It’s hearts that get broken, not water, not rivers.
Etel Adnan, Surge (2018).
Night is for sleep. Usually.
The curious, the lonely, the still-awake padding softly from bedroom window, shades
drawn, to kitchen, to backdoor, to fence behind the garden, latched loosely. To join
the buzz and hum that continue, defying false stillness curated indoors, the movement
of ground dwellers, branches and clouds, nocturnal eyes measure the moon’s arc,
comforting circle of embrace, a lie we don’t mind. One of many.
Only fingertips convey truth.
So little is within reach. Not the night sky, not mountains advancing
for a better view, not air breathing bodies sleeping upstairs, not wonder
or unanswerable koans, not salmon throwing themselves against the rushing river.
Water will not gloat or mourn what happens to a single fish, nor what happens
to them all. It has no heart to rejoice or break.
I have such a heart.
Eyes scanning beyond my wingspan, ears straining for voices, fingers finding pulse, kneading
skin, tracing curves, grazing cotton nightshirt toward the hole near the shoulder, worrying
fabric other hands have stitched together. No perforated line where heart chamber meets artery,
finger joins palm, memory arises on the formless screen of consciousness, where we are torn
asunder. I’ve been rent, resewn, thrown back in.
Night is for surrender.
Releasing armament, bravado, endless pursuit of mattering. Everything I sense
began without knowing one day it would be in my line of sight, under my foot,
falling through my fingers, swallowed into my belly, powerless as plankton and krill
and Jonah to the maw that is large enough. Why do we try so hard to remain
in the world, push against currents, look into all we will never touch and claim we belong?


**Task requirements**
From the records that follow, return exactly the lines beginning at the one that contains "Find and bound 'man'." and ending at the one that contains "Please detect *clothing* in the image.", pictures left out.

**Information**
+--

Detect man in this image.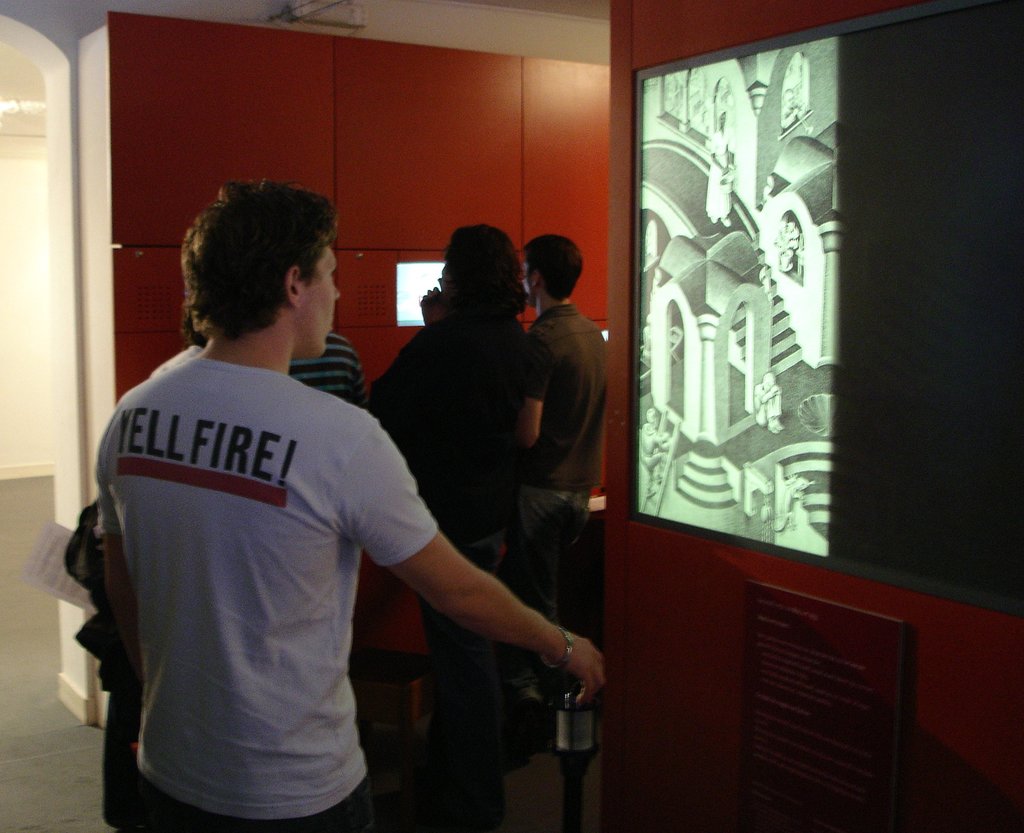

+--

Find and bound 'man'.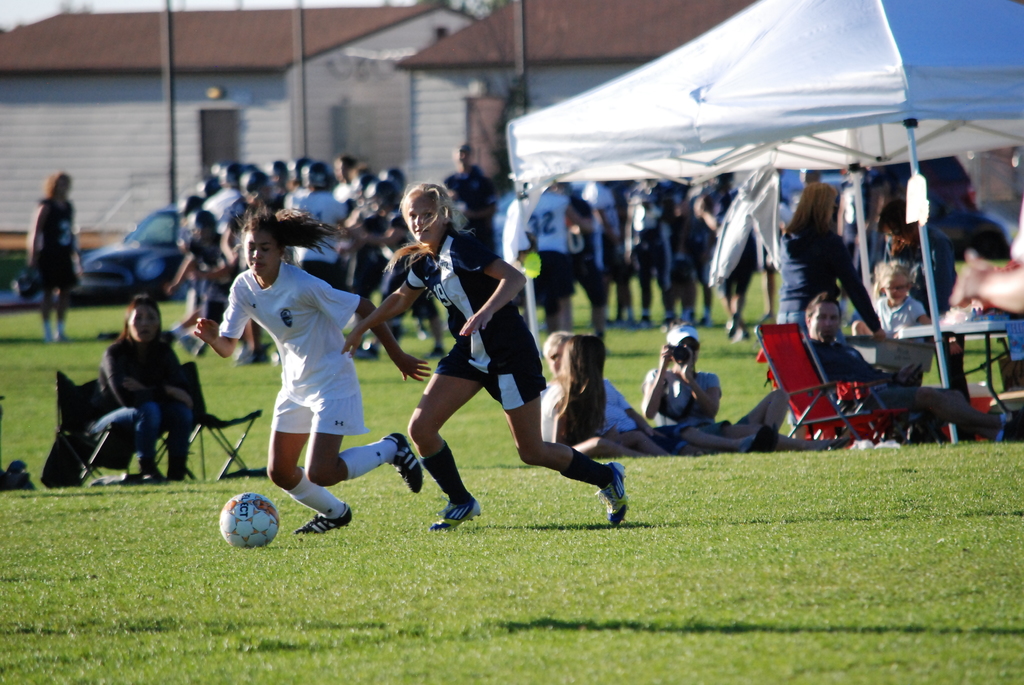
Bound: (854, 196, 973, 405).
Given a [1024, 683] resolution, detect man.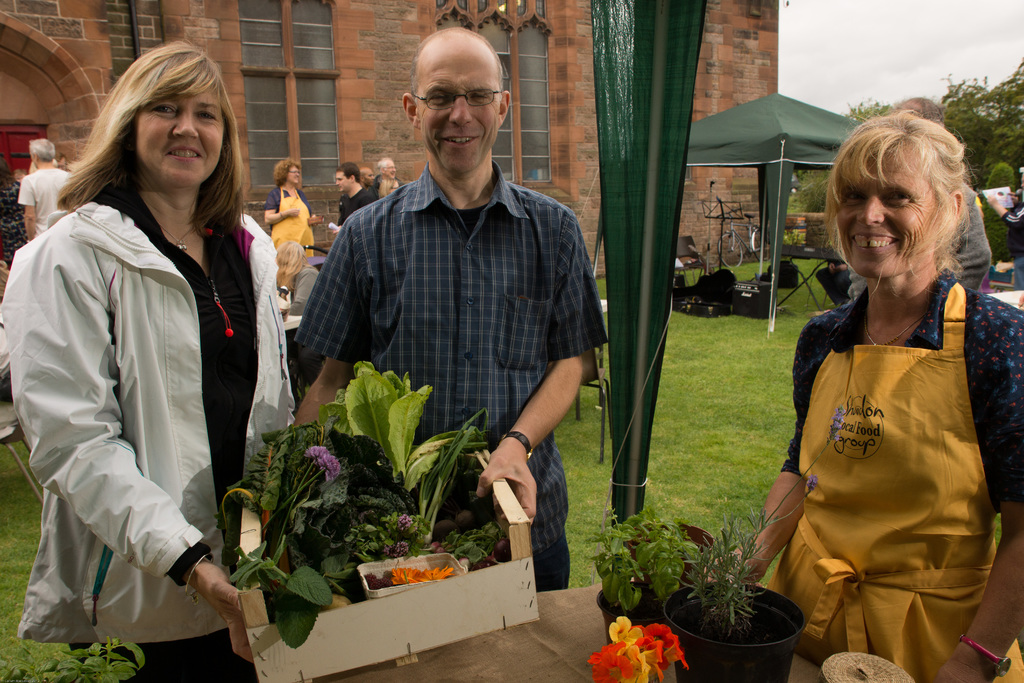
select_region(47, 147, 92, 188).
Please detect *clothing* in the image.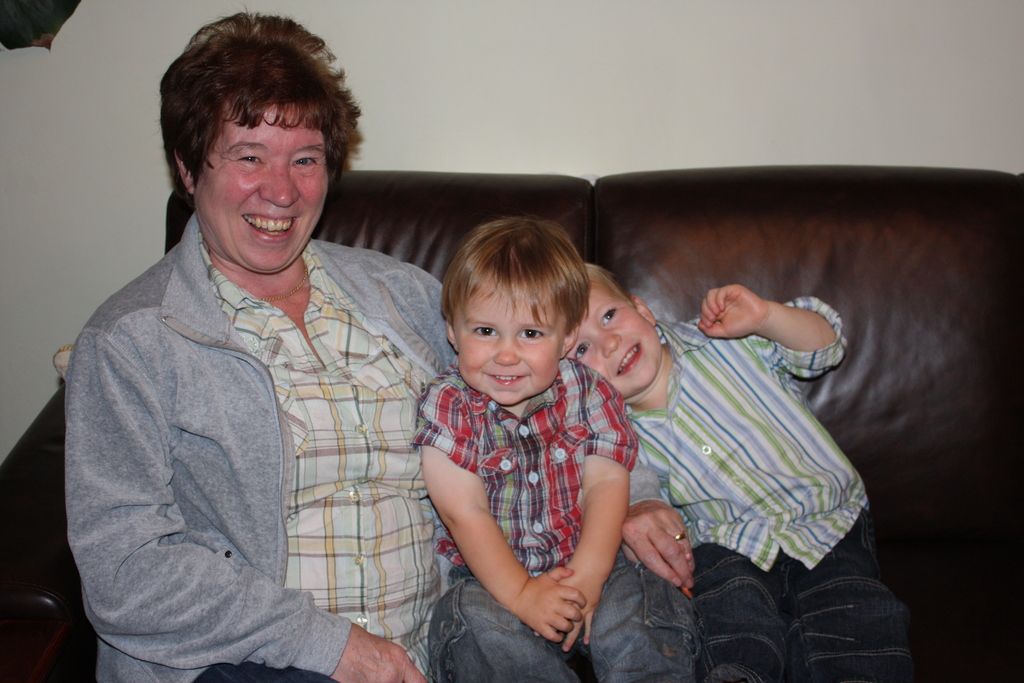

+--

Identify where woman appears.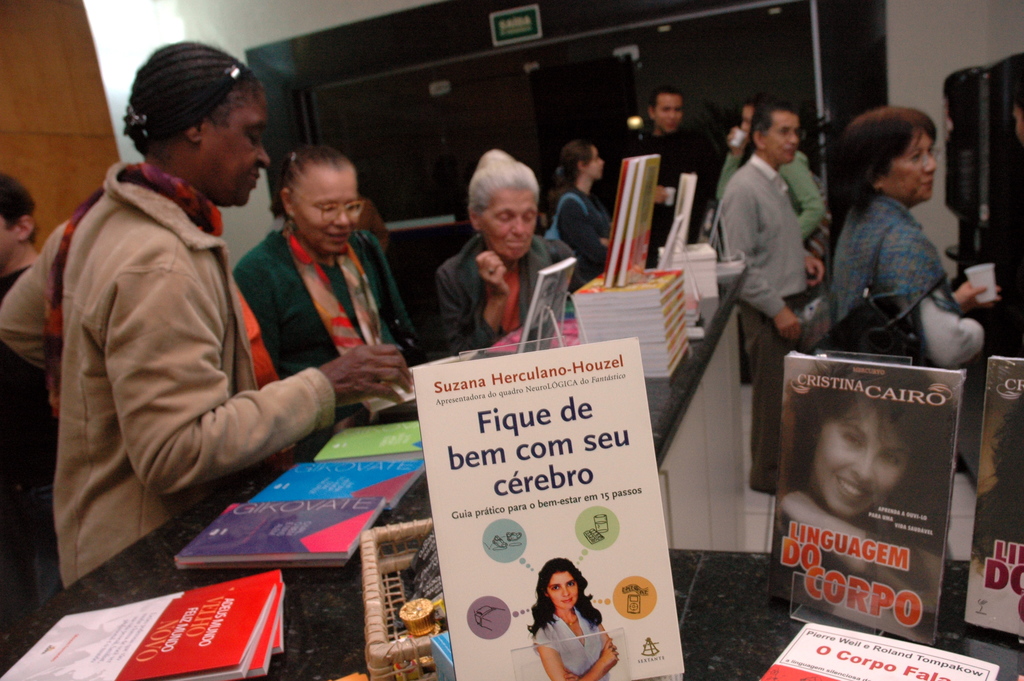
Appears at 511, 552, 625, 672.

+--

**Result of this task**
Find and bound 'man'.
Bound: (854, 196, 973, 405).
Given a [1024, 683] resolution, detect man.
select_region(47, 147, 92, 188).
Please detect *clothing* in the image.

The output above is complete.